Installation is a Software Hate Crime

24Dec15

“Installation is a Software Hate Crime” – Pat Kerpan, then CTO of Borland circa 2004.

Today’s hate – meta installers

I’ve noticed a trend for some time that when downloading an installer rather than being the 20MB or so for the actual thing I’m installing it’s just a 100KB bootstrap that then goes off and downloads the actual installer from the web.

I’ve always hated this, because if I’m installing an app on multiple computers then it means waiting around for multiple downloads (rather than just running the same thing off a share on my NAS). This is why most good stuff comes with an option for an ‘offline’ installer intended for use behind enterprise firewalls.

One possibly good reason for this approach is that you always get the latest version. That however is a double edged sword – what if you don’t actually want the latest version? What if version 10.5 is an adware laden, anti virus triggering turd (I’m looking at you DivX) and you want to go back to version 10.2.1 that actually worked? Bad luck – you don’t actually have the installer for 10.2.1.

Yesterday’s great hope – virtual appliances

When I talked to Pat a few years later about the concern of virtual appliances he figured out straight away that it would ‘solve the installation problem’. Furthermore he went and built Elastic Server on Demand (ESoD) to help people make and deploy virtual appliances.

Virtual appliances are still hugely useful, as anybody launching an Amazon Machine Image (AMI) out of the AWS Marketplace or using Vagrant will tell.

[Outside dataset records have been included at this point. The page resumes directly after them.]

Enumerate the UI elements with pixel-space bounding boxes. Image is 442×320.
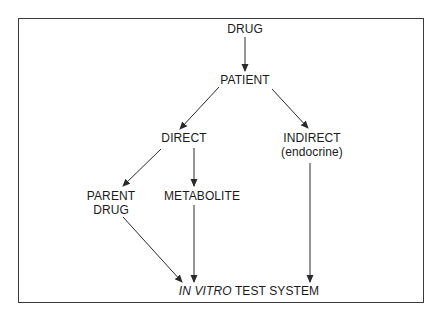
node-indirect-sublabel: (endocrine) (281, 145, 343, 159)
arrow-parent-drug-to-test-system (123, 217, 182, 282)
node-parent-drug-line1: PARENT (87, 189, 135, 203)
node-direct-label: DIRECT (161, 131, 206, 145)
node-parent-drug-line2: DRUG (87, 203, 135, 217)
node-patient: PATIENT (220, 73, 270, 87)
node-indirect: INDIRECT (endocrine) (281, 131, 343, 159)
node-direct: DIRECT (161, 131, 206, 145)
node-drug-label: DRUG (227, 22, 263, 36)
node-drug: DRUG (227, 22, 263, 36)
node-test-system-italic: IN VITRO (179, 284, 232, 298)
node-test-system-rest: TEST SYSTEM (232, 284, 319, 298)
arrow-direct-to-parent-drug (123, 149, 161, 186)
node-indirect-label: INDIRECT (281, 131, 343, 145)
node-metabolite: METABOLITE (164, 189, 240, 203)
node-parent-drug: PARENT DRUG (87, 189, 135, 217)
node-test-system: IN VITRO TEST SYSTEM (179, 284, 319, 298)
node-patient-label: PATIENT (220, 73, 270, 87)
node-metabolite-label: METABOLITE (164, 189, 240, 203)
arrow-patient-to-direct (180, 87, 219, 129)
diagram-edges (0, 0, 442, 320)
arrow-patient-to-indirect (272, 89, 308, 128)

Actually those people won’t tell – using virtual appliances has become so much part of regular workflows that people don’t even think of using ‘virtual appliances’ and the terminology has all but disappeared from regular techie conversation.

Virtual appliances had a problem though – there were just so many different target environments – every different cloud, every different server virtualisation platform, every different desktop virtualisation platform, every different flavour of VMware. Pat and the team at Cohesive bravely tried to fight that battle with brute force, but thing sprawl eventually got the better of them.

Today’s salvation – Docker

Build, Ship, Run is the Docker manta.

  • Build – an image from a simple script (a Dockerfile)
  • Ship – the image (or the Dockerfile that made it) anywhere that you can copy a file
  • Run – anywhere with a reasonably up to date Linux Kernel (and subsequently Windows and SmartOS)

A Docker image is a virtual appliance in all but name[1], but the key is that there’s only one target – the Linux Kernel – so no thing sprawl to deal with this time[2].

The most important part of this is Docker Hub – a place where people can share their Docker images. This saves me (and everybody else using it) from having to install software.

If I want to learn Golang then I don’t have to install Go, I just run the Go image on Docker Hub.

If I want to use Chef then I don’t have to install it, I just run the Chef image on Docker Hub.

If I want to run the AWS CLI, or Ansible, or build a kernel for WRTNode[3] then I don’t have to Yak shave an installation, I can just use one that’s already been done by somebody else.

Docker gives you software installation superpowers

Docker gives you software installation superpowers, because the only thing you need to install is Docker itself, and then it’s just ‘docker run whatever’.


 

This is why I’ll probably not ever get myself another PC running Windows, because I’ve done enough installing for this lifetime.

Notes

[1] Docker images and Xen images are basically just file system snapshots without kernels, so there’s precious little to tell between them.
[2] This isn’t strictly true now that Windows is on the scene – so 2 targets; and then there’s the ARM/x86 split – so at least 4 targets. Oh dear – this binary explosion could soon get quite hard to manage… the point is that there’s not a gazillion different vendor flavours. Oh look – CoreOS Rocket :0 Ah… now we have RunC to bring sense back to the world. Maybe the pain will stop now?
[3] These are all terrible examples, because they’re things where I made my own Docker images (so they’re in my page on Docker Hub), but even then I was able to stand on the shoulders of giants, and use well constructed base images whilst relying on Dockerfile to do the hard work for me.